Hi,
Over the years I have used many methods and products for staining guns. Water-based, xylol-based, alcohol-based, water-acid, alcohol-acid, etc. For maple, I narrowed down my choices to ferric nitrate and water or aniline dyes and water. Ferric nitrate and water is basically aqua fortis and iron. It is an acid in water, oxidizes the wood and in that process inserts iron oxide into the wood fiber. It does a very good job bringing out figure in maple, never fades and produces authentic colors. By using the ferric nitrate powder dissolved in water rather than commercially prepared aqua fortis solutions, you have better control of color because you can control the concentration very closely. You have even greater control of color with aniline dyes, however, the trade-off is that the dyes will fade in UV light over time. I've stained many guns with aniline dyes over 30 years and experienced slight color fading on one gun but then none of my guns sit out unshaded in bright sunlight for very many hours at a time.
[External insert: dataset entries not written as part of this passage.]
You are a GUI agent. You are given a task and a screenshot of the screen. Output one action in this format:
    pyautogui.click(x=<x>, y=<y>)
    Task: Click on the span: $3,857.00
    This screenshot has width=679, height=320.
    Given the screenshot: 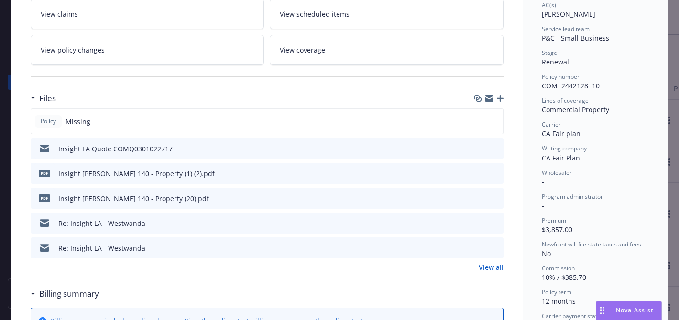 What is the action you would take?
    pyautogui.click(x=557, y=229)
    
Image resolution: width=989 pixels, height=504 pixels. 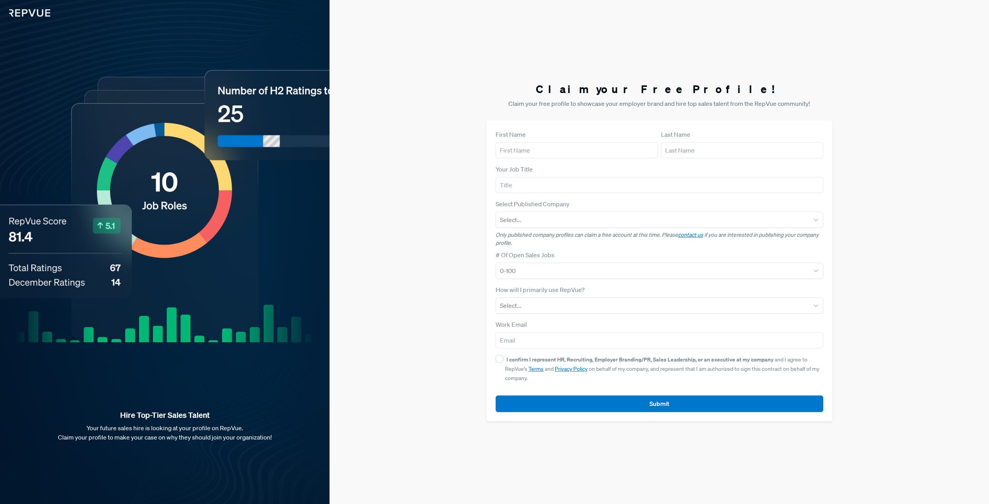 I want to click on p: Only published company profiles can claim a free account at this time. Please if you are interest..., so click(x=660, y=239).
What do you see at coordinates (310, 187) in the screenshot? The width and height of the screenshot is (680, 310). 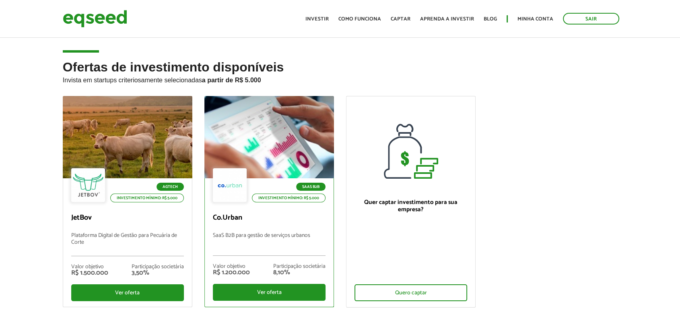 I see `p: SaaS B2B` at bounding box center [310, 187].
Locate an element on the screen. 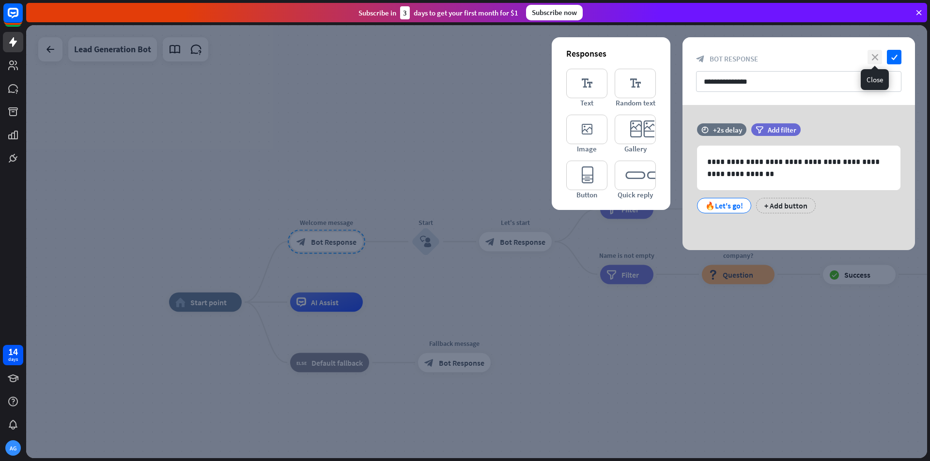 The height and width of the screenshot is (461, 930). div: days is located at coordinates (13, 360).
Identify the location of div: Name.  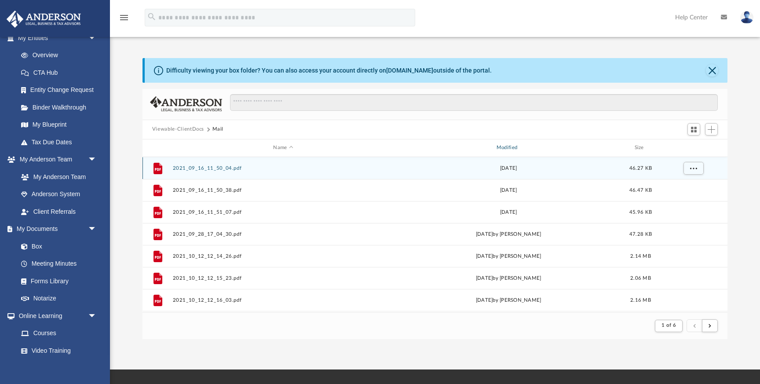
(283, 148).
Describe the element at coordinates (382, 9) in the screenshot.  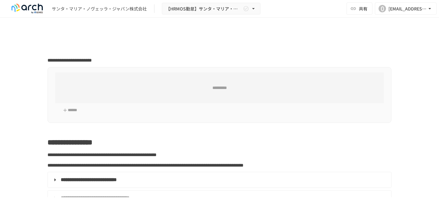
I see `div: 0` at that location.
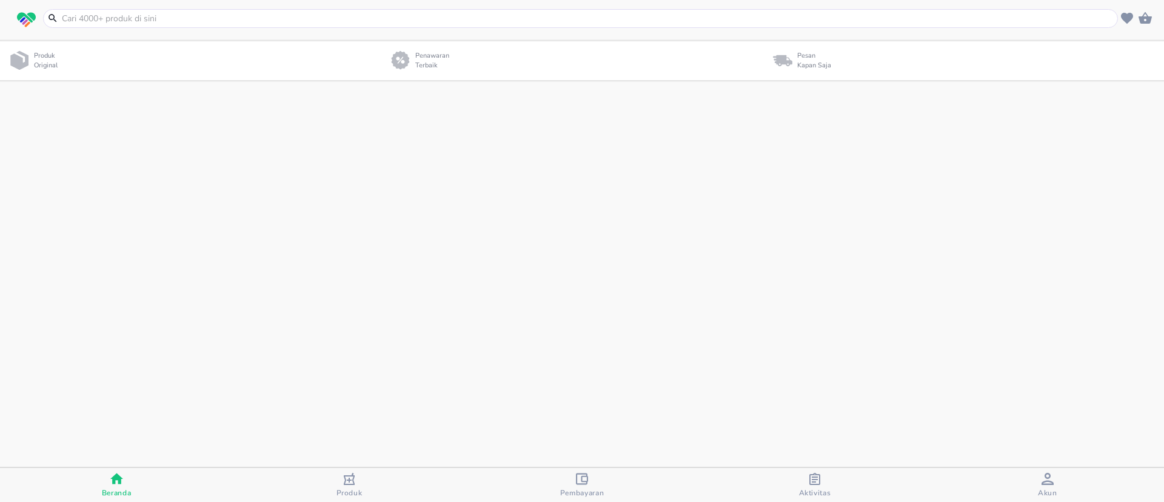 This screenshot has height=502, width=1164. I want to click on input: Cari 4000+ produk di sini, so click(588, 18).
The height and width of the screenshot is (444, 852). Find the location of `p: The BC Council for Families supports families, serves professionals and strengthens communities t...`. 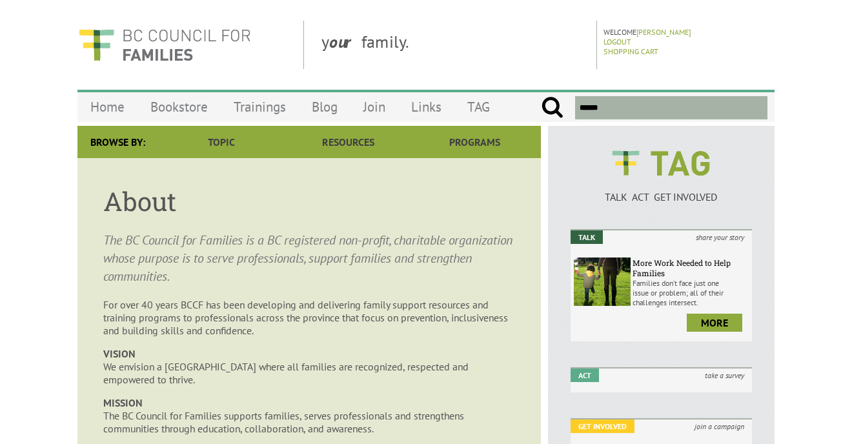

p: The BC Council for Families supports families, serves professionals and strengthens communities t... is located at coordinates (309, 416).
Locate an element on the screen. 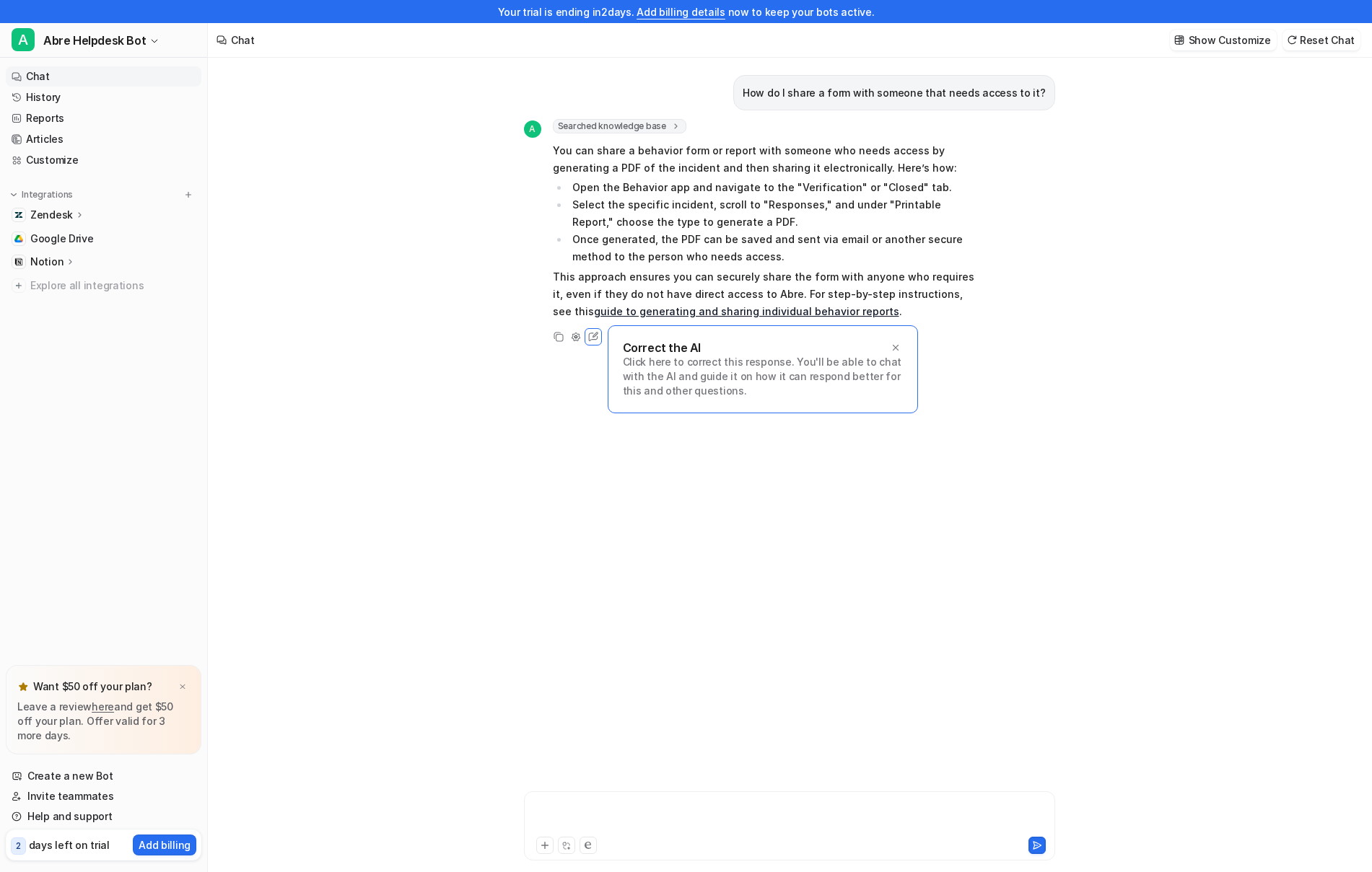 This screenshot has width=1372, height=872. img: menu_add.svg is located at coordinates (189, 194).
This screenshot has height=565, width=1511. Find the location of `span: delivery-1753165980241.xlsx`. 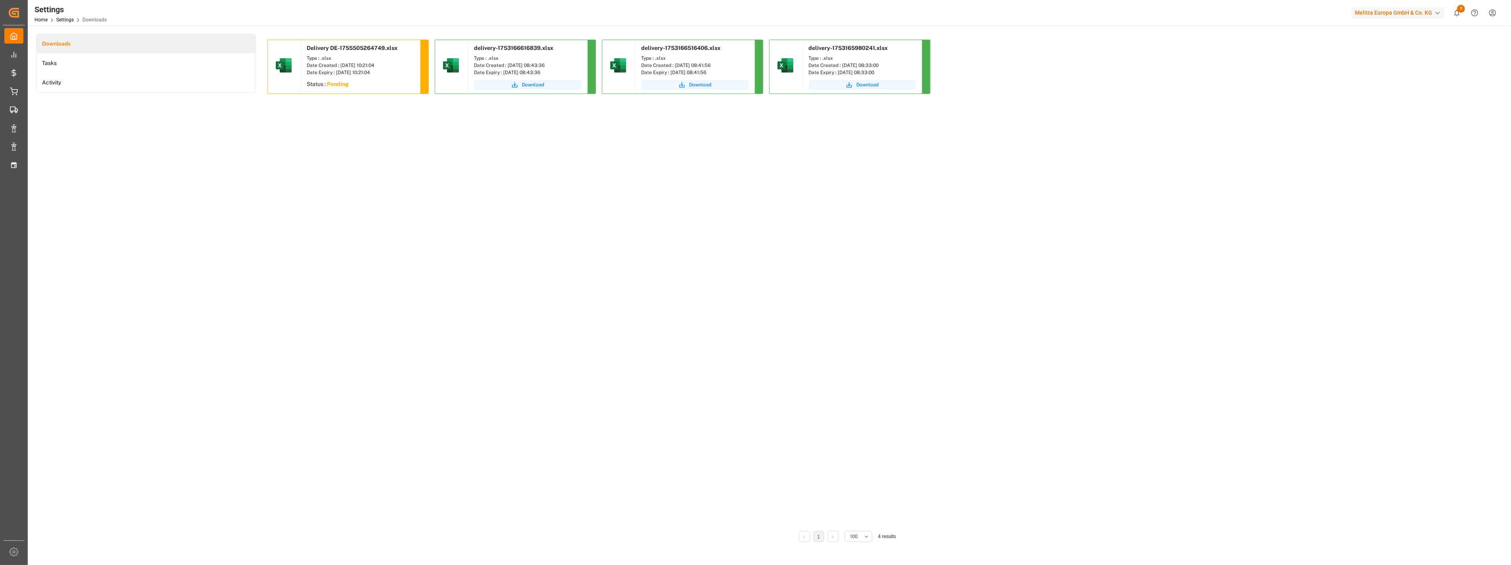

span: delivery-1753165980241.xlsx is located at coordinates (848, 48).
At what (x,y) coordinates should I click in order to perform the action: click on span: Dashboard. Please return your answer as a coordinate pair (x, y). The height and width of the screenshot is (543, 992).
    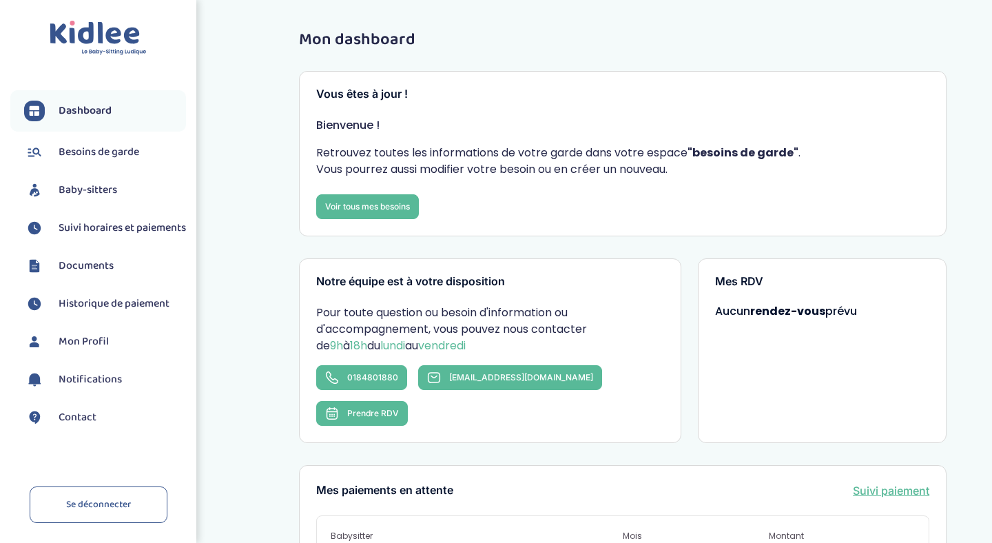
    Looking at the image, I should click on (85, 111).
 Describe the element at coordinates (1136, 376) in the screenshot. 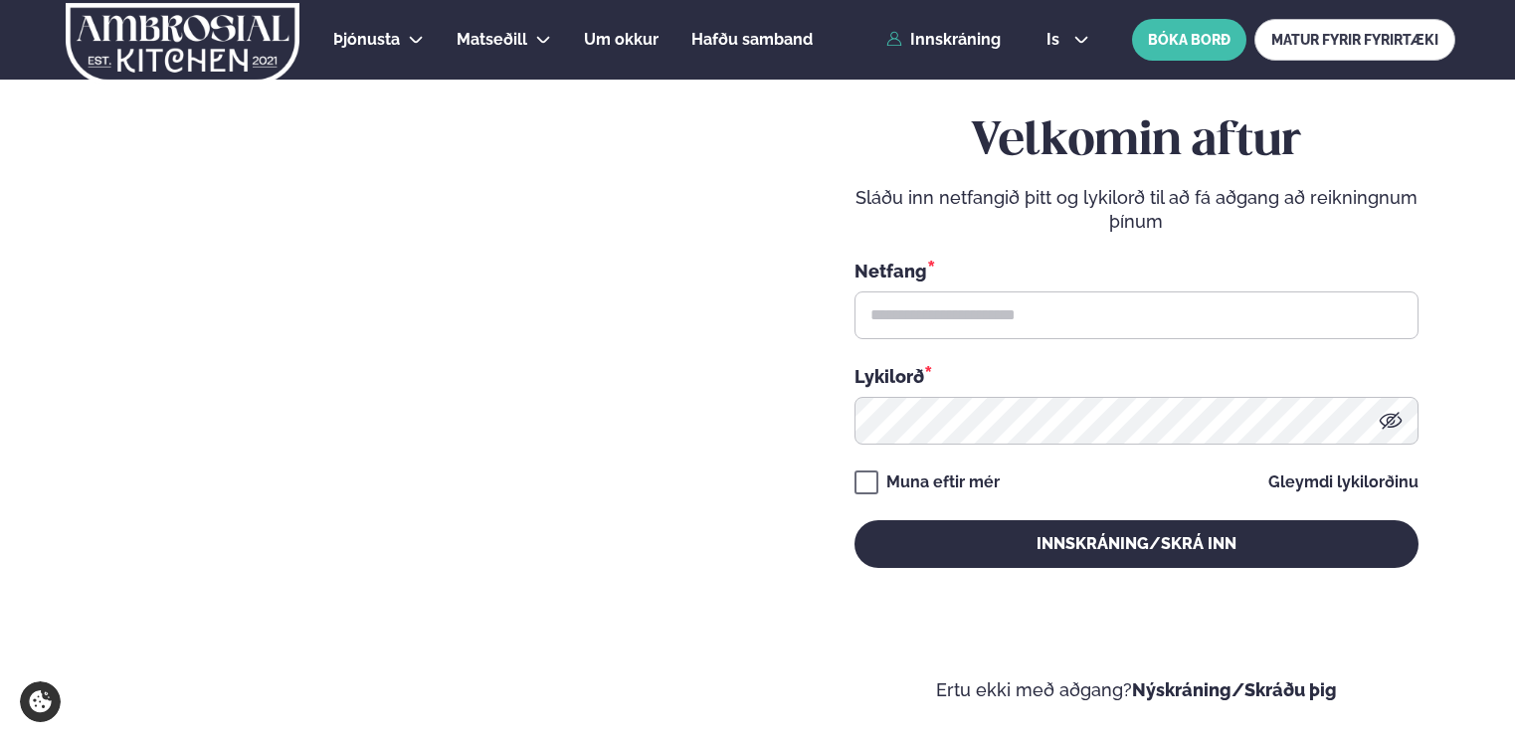

I see `div: Lykilorð` at that location.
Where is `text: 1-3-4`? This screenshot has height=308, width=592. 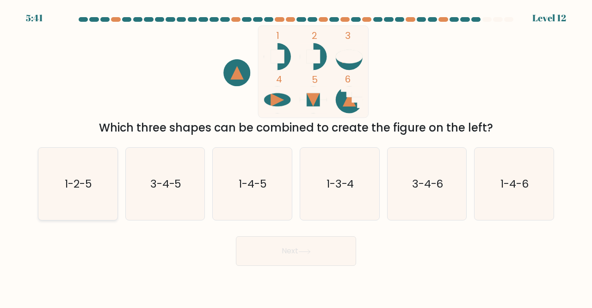
text: 1-3-4 is located at coordinates (341, 183).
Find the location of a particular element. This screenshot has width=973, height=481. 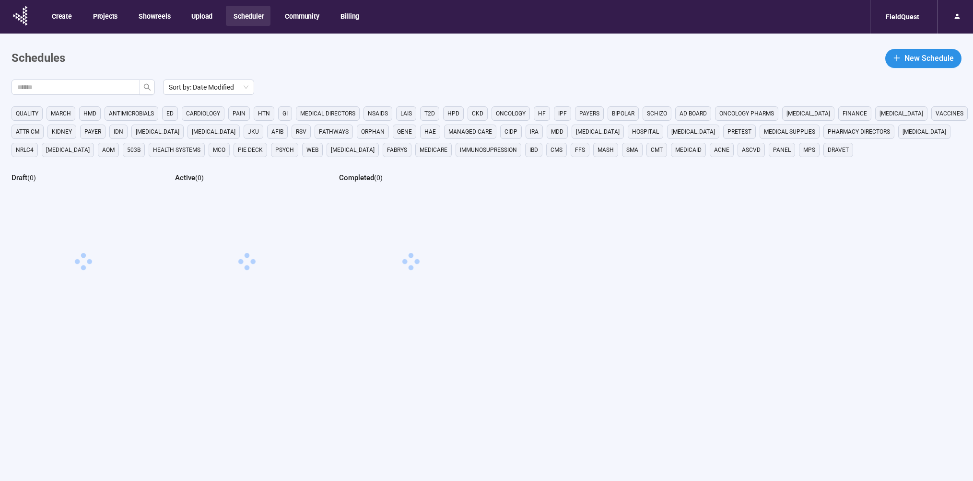

span: IPF is located at coordinates (562, 114).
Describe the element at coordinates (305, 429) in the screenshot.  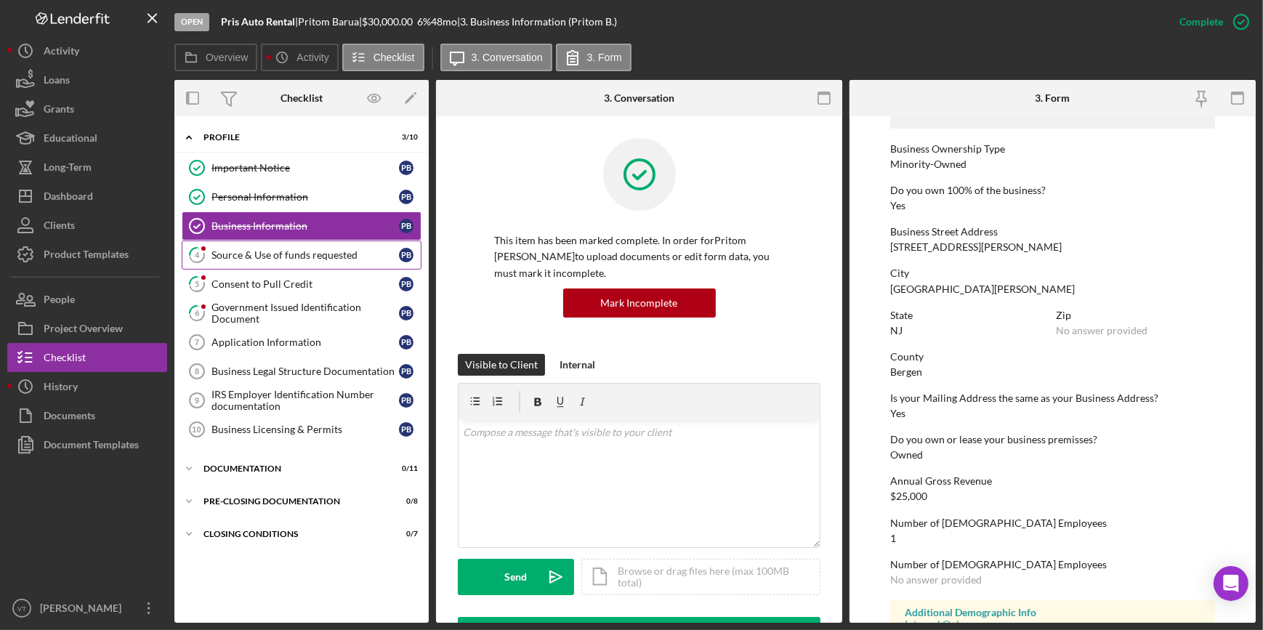
I see `div: Business Licensing & Permits` at that location.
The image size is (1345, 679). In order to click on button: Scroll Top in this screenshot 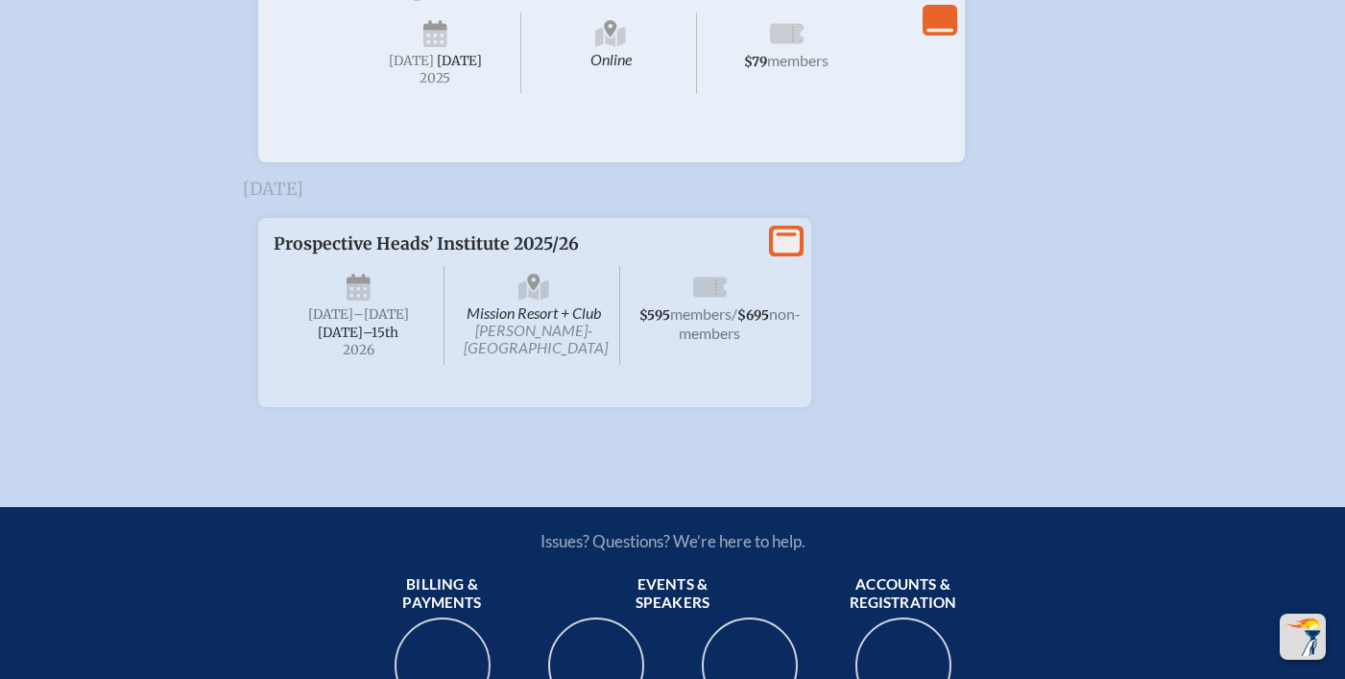, I will do `click(1302, 636)`.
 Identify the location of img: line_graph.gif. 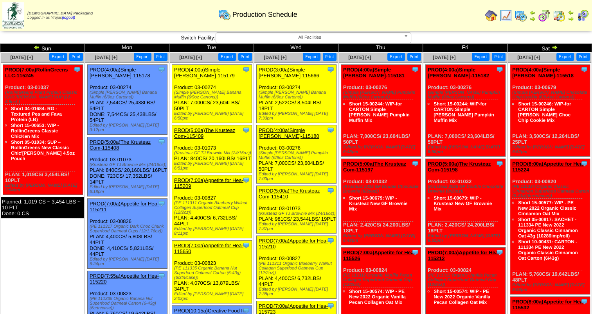
(506, 16).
Years ago, I bought dry aniline dyes from Brownell's in basic colors: scarlet, orange, yellow, brown, and black. By mixing those basic colors in water I can produce any desired shade and color I could possibly want for wood. I do not like alcohol or other fast drying stains and dyes because they dry too fast and I cannot even out the color as easily as I can with water-based dyes or stains. Moreover, I had a terrible experience with LMF stains on a very hard piece of maple. The stains would not penetrate the hard areas because they dried too fast. I tried thinning the stuff with LMF reducer hoping it would dry more slowly and soak in but that only allowed the color to migrate into the corners of carving and low spots producing very uneven coloring. Then they inhibited any further staining to even out the color. I just had to scrape off the whole mess and start over.
Finally, Wyoduster, I choose ferric nitrate and water (essentially aqua fortis and iron) when I want to produce an authentic color because my objective is a gun that appears historically correct. However, it produces what I call "monotonic" colors. That means the contrasting colors are all different shades of the same reddish brown. On guns for which I am not restricted by historical coloring, I try to bring out the maximum beauty in figured maple by layering different colors. Often, I start with a base of ferric nitrate and then layer on yellow, orange, or brown aniline dye on top. When you look at that wood, you see a rainbow of color layers that looks deep like cat's eyes (chatoyancy). It all depends on my objectives.